## What you need to do:
Everything in the listing below needs to be retyped exactly.

## Data provided:
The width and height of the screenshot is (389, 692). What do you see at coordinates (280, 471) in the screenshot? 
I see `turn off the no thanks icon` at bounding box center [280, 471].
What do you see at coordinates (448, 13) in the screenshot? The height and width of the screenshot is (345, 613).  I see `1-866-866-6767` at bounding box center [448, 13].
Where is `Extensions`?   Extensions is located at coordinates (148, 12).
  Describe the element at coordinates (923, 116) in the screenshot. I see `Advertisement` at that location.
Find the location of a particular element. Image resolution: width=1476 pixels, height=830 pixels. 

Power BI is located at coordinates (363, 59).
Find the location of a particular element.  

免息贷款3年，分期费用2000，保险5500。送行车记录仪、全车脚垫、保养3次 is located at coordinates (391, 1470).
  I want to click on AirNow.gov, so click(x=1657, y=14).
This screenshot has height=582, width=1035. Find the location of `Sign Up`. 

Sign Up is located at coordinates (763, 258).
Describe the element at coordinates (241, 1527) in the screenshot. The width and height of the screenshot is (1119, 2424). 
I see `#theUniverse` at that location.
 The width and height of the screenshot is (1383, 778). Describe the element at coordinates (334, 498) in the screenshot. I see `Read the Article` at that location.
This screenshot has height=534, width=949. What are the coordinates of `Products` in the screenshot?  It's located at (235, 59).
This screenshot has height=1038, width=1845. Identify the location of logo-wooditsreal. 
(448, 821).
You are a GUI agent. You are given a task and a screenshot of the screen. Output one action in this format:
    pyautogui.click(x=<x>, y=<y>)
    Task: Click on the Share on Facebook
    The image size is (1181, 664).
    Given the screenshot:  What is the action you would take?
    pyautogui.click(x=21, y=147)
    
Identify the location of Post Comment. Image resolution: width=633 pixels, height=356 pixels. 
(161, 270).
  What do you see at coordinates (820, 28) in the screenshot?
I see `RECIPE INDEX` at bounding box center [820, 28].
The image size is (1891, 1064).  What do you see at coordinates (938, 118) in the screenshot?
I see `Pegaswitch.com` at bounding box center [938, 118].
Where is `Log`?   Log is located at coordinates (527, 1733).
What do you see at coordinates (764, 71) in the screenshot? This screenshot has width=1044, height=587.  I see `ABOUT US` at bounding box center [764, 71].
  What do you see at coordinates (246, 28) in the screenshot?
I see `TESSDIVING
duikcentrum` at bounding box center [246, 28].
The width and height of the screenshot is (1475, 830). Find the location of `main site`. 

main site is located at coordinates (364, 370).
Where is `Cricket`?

## Answer space:
The width and height of the screenshot is (389, 692). What do you see at coordinates (280, 471) in the screenshot? 
I see `turn off the no thanks icon` at bounding box center [280, 471].
What do you see at coordinates (448, 13) in the screenshot? The height and width of the screenshot is (345, 613).  I see `1-866-866-6767` at bounding box center [448, 13].
Where is `Extensions`?   Extensions is located at coordinates (148, 12).
  Describe the element at coordinates (923, 116) in the screenshot. I see `Advertisement` at that location.
Find the location of a particular element. Image resolution: width=1476 pixels, height=830 pixels. 

Power BI is located at coordinates (363, 59).
Find the location of a particular element.  

免息贷款3年，分期费用2000，保险5500。送行车记录仪、全车脚垫、保养3次 is located at coordinates (391, 1470).
  I want to click on AirNow.gov, so click(x=1657, y=14).
This screenshot has height=582, width=1035. Find the location of `Sign Up`. 

Sign Up is located at coordinates (763, 258).
Describe the element at coordinates (241, 1527) in the screenshot. The width and height of the screenshot is (1119, 2424). 
I see `#theUniverse` at that location.
 The width and height of the screenshot is (1383, 778). Describe the element at coordinates (334, 498) in the screenshot. I see `Read the Article` at that location.
This screenshot has height=534, width=949. What are the coordinates of `Products` in the screenshot?  It's located at (235, 59).
This screenshot has height=1038, width=1845. Identify the location of logo-wooditsreal. 
(448, 821).
You are a GUI agent. You are given a task and a screenshot of the screen. Output one action in this format:
    pyautogui.click(x=<x>, y=<y>)
    Task: Click on the Share on Facebook
    The image size is (1181, 664).
    Given the screenshot:  What is the action you would take?
    pyautogui.click(x=21, y=147)
    
Identify the location of Post Comment. Image resolution: width=633 pixels, height=356 pixels. 
(161, 270).
  What do you see at coordinates (820, 28) in the screenshot?
I see `RECIPE INDEX` at bounding box center [820, 28].
The image size is (1891, 1064).  What do you see at coordinates (938, 118) in the screenshot?
I see `Pegaswitch.com` at bounding box center [938, 118].
Where is `Log`?   Log is located at coordinates (527, 1733).
What do you see at coordinates (764, 71) in the screenshot? This screenshot has width=1044, height=587.  I see `ABOUT US` at bounding box center [764, 71].
  What do you see at coordinates (246, 28) in the screenshot?
I see `TESSDIVING
duikcentrum` at bounding box center [246, 28].
The width and height of the screenshot is (1475, 830). Find the location of `main site`. 

main site is located at coordinates (364, 370).
Where is `Cricket`?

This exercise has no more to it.